How developers should fix the root cause (for plugin authors or site maintainers)
If you maintain code or the vendor issues a patch, the remedy should include strict input validation and a whitelist approach.
-
Whitelist mapping (recommended)
$allowed_templates = [ 'cart' => __DIR__ . '/templates/cart.php', 'checkout' => __DIR__ . '/templates/checkout.php', ]; $template_key = $_GET['template_name'] ?? ''; if ( array_key_exists( $template_key, $allowed_templates ) ) { include $allowed_templates[ $template_key ]; } else { // handle invalid template - show error or default } -
Use realpath and verify the resolved path
$base = realpath( plugin_dir_path( __FILE__ ) . 'templates' ); $user_file = realpath( $base . DIRECTORY_SEPARATOR . $user_input ); if ( $user_file && strpos( $user_file, $base ) === 0 ) { include $user_file; } else { // invalid or traversal attempt } - Sanitize and canonicalize inputs. Avoid blacklist-only strategies and never trust raw user input for file inclusion.
Communication guidance for site owners and teams
- Escalate unauthenticated LFI disclosures to on-call operations immediately.
- Hosting providers should apply network-level mitigations and assist tenants in identifying vulnerable installs.
- Site owners should schedule patch windows, test updates in staging and keep rollback plans ready.
Frequently asked questions
Q: Is this vulnerability exploitable remotely?
A: Yes — it is an unauthenticated remote LFI targeting public endpoints.
Q: Should I remove the plugin?
A: If the plugin is not essential, deactivate it until a vendor patch is available. If it must remain active, apply WAF protections and server-level hardening and monitor closely.
Q: Will a WAF fully protect me?
A: A well-configured WAF reduces risk by blocking exploit patterns but is a mitigating control; apply vendor patches and hardening to fully remediate the root cause.
How to verify the vulnerability is fixed after patching
- Update the plugin to the vendor-supplied fixed version.
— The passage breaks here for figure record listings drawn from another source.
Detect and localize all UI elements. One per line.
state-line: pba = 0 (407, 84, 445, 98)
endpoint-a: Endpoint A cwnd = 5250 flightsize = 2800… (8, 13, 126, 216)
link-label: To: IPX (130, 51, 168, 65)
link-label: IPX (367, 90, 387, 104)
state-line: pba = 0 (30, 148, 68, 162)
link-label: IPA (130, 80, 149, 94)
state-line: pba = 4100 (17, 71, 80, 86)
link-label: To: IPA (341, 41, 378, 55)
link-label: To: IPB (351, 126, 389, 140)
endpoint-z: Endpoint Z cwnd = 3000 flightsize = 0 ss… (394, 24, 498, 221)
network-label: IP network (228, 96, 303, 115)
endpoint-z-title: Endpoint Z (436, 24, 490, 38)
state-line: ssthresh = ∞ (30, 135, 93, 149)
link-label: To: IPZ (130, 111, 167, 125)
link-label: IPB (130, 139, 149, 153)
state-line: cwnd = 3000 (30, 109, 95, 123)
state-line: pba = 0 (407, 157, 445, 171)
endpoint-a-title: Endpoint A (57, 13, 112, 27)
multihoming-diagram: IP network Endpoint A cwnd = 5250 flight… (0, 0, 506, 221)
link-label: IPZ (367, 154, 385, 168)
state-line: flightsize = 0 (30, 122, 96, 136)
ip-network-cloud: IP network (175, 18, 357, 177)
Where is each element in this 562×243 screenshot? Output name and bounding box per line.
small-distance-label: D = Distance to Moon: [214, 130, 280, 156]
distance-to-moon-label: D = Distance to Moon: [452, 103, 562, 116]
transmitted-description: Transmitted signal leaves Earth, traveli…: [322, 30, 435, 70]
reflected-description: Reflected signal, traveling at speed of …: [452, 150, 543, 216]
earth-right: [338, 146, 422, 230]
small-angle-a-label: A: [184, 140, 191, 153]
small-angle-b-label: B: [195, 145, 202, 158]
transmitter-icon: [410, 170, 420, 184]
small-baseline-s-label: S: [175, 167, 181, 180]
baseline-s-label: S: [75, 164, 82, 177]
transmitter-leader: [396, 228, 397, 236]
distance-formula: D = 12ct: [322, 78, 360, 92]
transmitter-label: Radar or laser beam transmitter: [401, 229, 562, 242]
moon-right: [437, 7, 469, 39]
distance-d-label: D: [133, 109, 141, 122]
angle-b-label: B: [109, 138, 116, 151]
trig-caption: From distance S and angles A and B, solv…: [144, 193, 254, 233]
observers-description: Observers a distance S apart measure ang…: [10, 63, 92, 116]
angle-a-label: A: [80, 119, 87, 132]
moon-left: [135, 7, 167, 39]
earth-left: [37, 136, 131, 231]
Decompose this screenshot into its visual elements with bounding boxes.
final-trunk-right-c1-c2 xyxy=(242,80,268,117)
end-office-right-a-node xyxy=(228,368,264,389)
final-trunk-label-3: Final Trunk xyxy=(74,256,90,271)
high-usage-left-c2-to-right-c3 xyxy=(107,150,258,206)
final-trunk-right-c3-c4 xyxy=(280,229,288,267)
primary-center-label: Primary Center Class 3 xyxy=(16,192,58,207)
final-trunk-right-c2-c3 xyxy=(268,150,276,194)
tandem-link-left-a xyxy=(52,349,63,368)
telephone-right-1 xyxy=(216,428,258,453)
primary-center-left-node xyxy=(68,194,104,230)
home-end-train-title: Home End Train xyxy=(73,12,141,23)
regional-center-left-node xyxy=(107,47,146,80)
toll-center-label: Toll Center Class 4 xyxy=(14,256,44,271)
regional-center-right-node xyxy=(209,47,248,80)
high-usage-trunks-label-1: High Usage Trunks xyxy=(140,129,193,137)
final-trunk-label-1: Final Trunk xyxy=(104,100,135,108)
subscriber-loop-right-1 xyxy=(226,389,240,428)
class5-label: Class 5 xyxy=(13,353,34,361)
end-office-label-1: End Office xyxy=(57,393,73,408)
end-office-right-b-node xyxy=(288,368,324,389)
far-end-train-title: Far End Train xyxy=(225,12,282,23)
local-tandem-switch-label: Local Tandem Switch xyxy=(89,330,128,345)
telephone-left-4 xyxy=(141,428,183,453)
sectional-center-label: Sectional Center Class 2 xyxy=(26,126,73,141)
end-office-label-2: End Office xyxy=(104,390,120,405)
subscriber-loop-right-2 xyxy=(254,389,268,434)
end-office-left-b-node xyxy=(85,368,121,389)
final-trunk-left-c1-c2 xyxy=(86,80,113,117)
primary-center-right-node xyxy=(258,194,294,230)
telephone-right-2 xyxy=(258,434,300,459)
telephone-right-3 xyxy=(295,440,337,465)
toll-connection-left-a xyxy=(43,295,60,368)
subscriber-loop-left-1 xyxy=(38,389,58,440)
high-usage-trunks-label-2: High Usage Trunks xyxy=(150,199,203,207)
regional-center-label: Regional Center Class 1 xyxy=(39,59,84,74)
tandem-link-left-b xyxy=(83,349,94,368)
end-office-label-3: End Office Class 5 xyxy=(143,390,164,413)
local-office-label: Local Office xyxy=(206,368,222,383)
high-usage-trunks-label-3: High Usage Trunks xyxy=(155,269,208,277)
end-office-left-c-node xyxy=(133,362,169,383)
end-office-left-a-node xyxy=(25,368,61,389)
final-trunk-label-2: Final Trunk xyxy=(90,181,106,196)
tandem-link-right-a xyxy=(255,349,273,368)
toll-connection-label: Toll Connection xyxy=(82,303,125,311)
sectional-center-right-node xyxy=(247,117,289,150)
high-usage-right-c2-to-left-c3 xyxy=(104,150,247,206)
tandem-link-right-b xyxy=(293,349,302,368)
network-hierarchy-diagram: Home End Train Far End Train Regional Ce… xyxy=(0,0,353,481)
- Re-run tests in staging and production using vendor test cases or internal test harnesses.
- Check logs for blocked probes — probes may persist but should not succeed.
- Confirm no unauthorized file reads occurred using audit logs, file timestamps and other forensic indicators.
Preventive checklist (quick reference)
Why timely mitigation matters
Automated scanners and bots rapidly probe the web for newly disclosed vulnerabilities. The interval between disclosure and active exploitation can be short — especially for popular plugins. Rapid mitigations (WAF rules, server config changes, deactivation) reduce your exposure until the vendor patch is validated and deployed.
Final words — practical next steps
- Identify affected installs immediately.
- If you cannot patch, deactivate the plugin or apply WAF/server-level mitigations to block traversal attempts to
template_name. - Harden PHP and file permissions; enable
open_basedirwhere possible. - Monitor logs and scan for indicators of compromise.
- Rotate secrets if you detect data exfiltration.
If you require assistance assessing risk across multiple sites, testing patches in staging, or investigating suspicious activity, engage a trusted security incident response provider or an experienced security consultant immediately.